Websites and Scroll Bars.
Does your website have scroll bars? It might not seem like an
especially important question, but it is. In fact, when it comes
to website usability, the question of scrolling is one of the
most vital ones out there.
Tired of all those annoying scroll bars on websites, documents,
etc? Want to get a bigger screen and not pay 300 bucks? Well,
here's a simple little trick that many folks have never even
thought of: Change your screen resolution.
Do Users Like to Scroll?
One of those eternal questions of web design is whether users
are fine with scrolling, or whether they hate it. In reality,
the answer lies somewhere between the two: plenty of users don't
mind scrolling in the least, but there are plenty of users who
still just don't scroll. The very young (with low attention
spans) and the very old (with poor hand-eye co-ordination) are
the two biggest groups in this category, but it is also true of
people who are just new to the web. You should be designing your
site so that scrolling gives added value, but isn't essential
for basic usability.
The Mouse Wheel Revolution.
Since the beginnings of the web, people have become much more
receptive to scrollable pages, thanks to mouse wheels and
similar devices. These let them scroll with a quick flick,
instead of the inconvenience it used to take. As a result, your
visitors will be much more willing to scroll on your website
than they used to be, and this works to your advantage. Still,
you shouldn't rely on it completely.
Don't Eliminate it Entirely - But Pay Attention.
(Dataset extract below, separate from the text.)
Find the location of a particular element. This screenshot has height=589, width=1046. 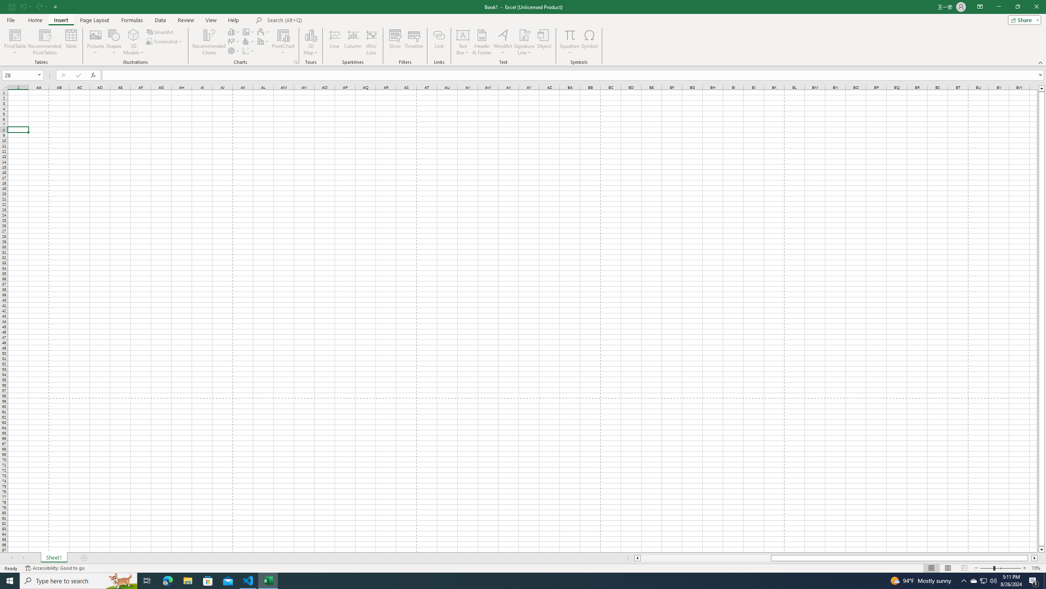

The answer, then, when it comes to scrolling, is to be sensitive
about it. Place everything important in a position that allows
it to be reached with no scrolling even on the smallest
monitors. Give your users the choice of whether to scroll or
click, by linking to the individual parts of the article at the
top of the page in a table of contents. In short, let the
scrollers scroll, but don't hide anything from the people who
don't want to.
Please, No Horizontal Scrolling!
Whatever you do, though, keep your scrolling vertical.
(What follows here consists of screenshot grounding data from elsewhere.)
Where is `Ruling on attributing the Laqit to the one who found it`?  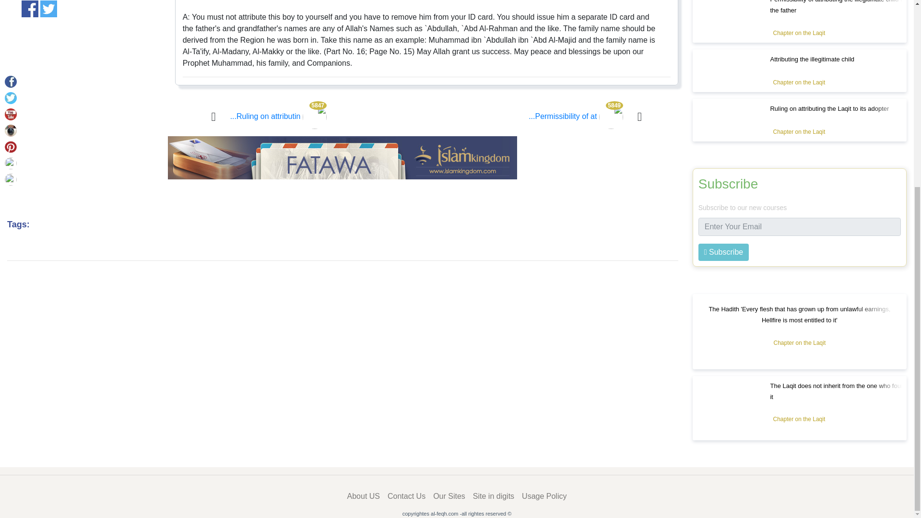 Ruling on attributing the Laqit to the one who found it is located at coordinates (278, 116).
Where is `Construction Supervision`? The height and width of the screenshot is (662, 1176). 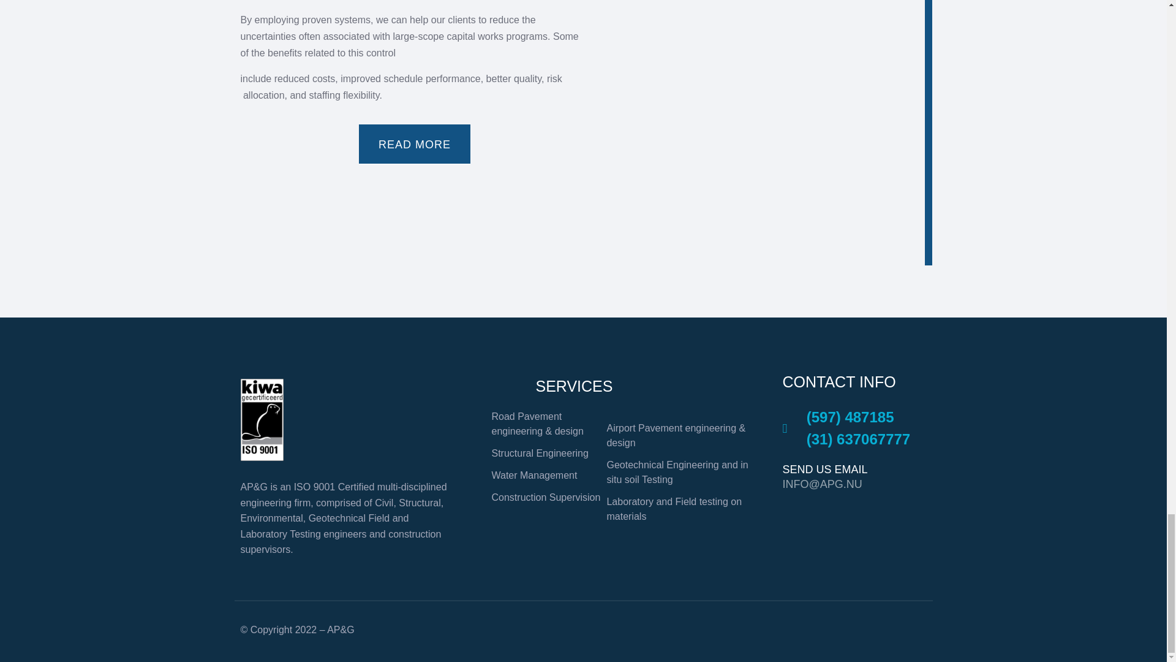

Left-to-right scrolling on the web is an absolute abomination.
Users aren't expecting it, mouse wheels can't do it, and web
browsers aren't designed for it. In short, it is a very, very
bad idea. Every so often some designer will come along and try
to make it work, thinking they're being edgy and innovative
(after all, no-one else is doing it), only to produce a
completely terrible website. In the history of the web so far,
there has never been a good horizontally scrolling website, and
you're not going to be the designer who produces one.
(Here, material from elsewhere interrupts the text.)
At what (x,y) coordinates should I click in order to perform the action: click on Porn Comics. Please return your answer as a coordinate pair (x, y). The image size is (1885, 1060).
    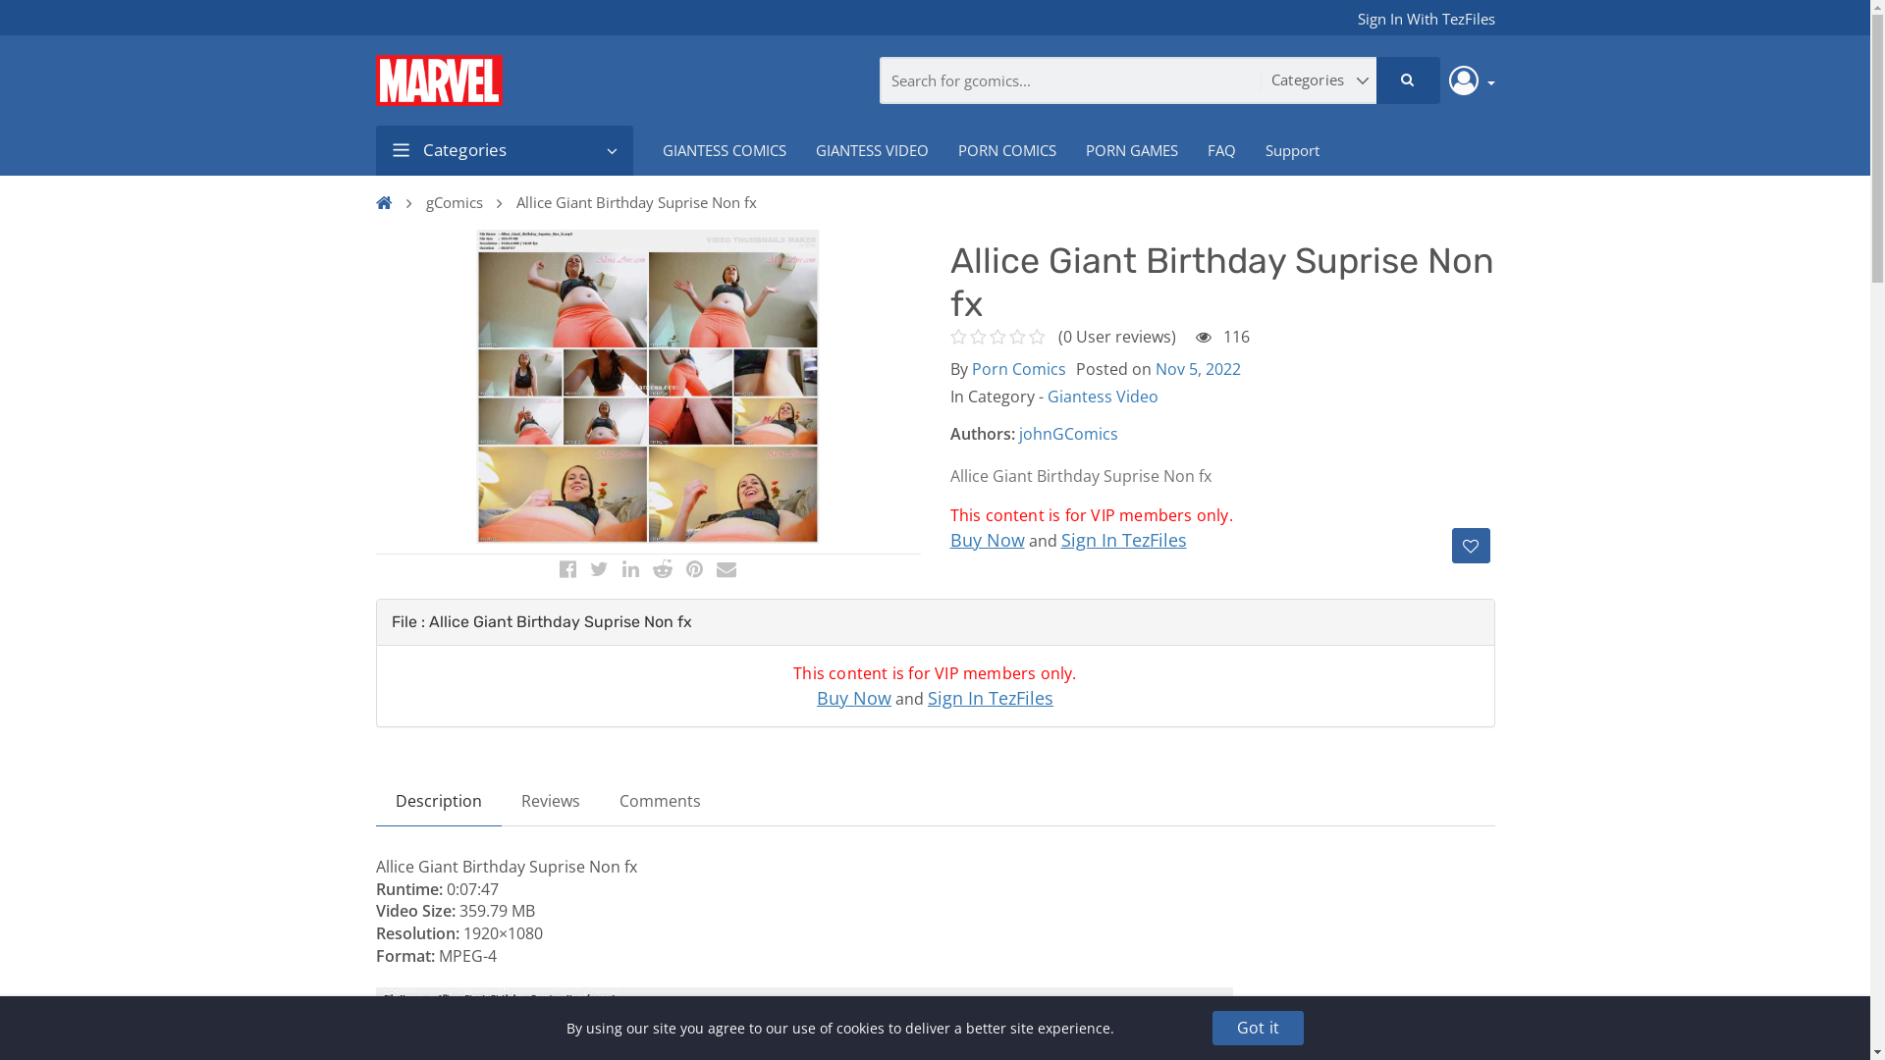
    Looking at the image, I should click on (1019, 369).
Keep Flash Away from Scroll Bars.
Another common design mistake when it comes to scroll bars is to
think that you can do it better than the web browser, and use
Flash to create non-standard scroll bars. While you might like
the look you create, it will inevitably be less useful to your
visitors than a normal scroll bar would have been.
Your scroll bar won't be immediately recognisable as what it is.
It's unlikely to work with mouse wheels or keyboard shortcuts,
and you probably won't even let users scroll by clicking in
exactly the way they want. You end up designing a scroll bar
that's ideal for you, but frustrating for everyone else. However
ugly you might think the default scroll bars are, people know
how they work, and they're used to them - they don't want to
learn something new just to use your website.
Scroll Bars are Better than New Pages.
No matter how down you are on scroll bars, it's always a bad
idea to replace them with pagination. An article can easily
become three or four pages long with the user having to click a
'next' button to get from one page to the next, and that's just
unacceptable on the web - especially since, on smaller screens,
some scrolling will be required anyway. If you think users
dislike scrolling, then you have to realise that they dislike
waiting for new pages to load even more: if your site requires
them to wait for more than a few seconds between pages, they'll
abandon articles even if they're in the middle of reading them.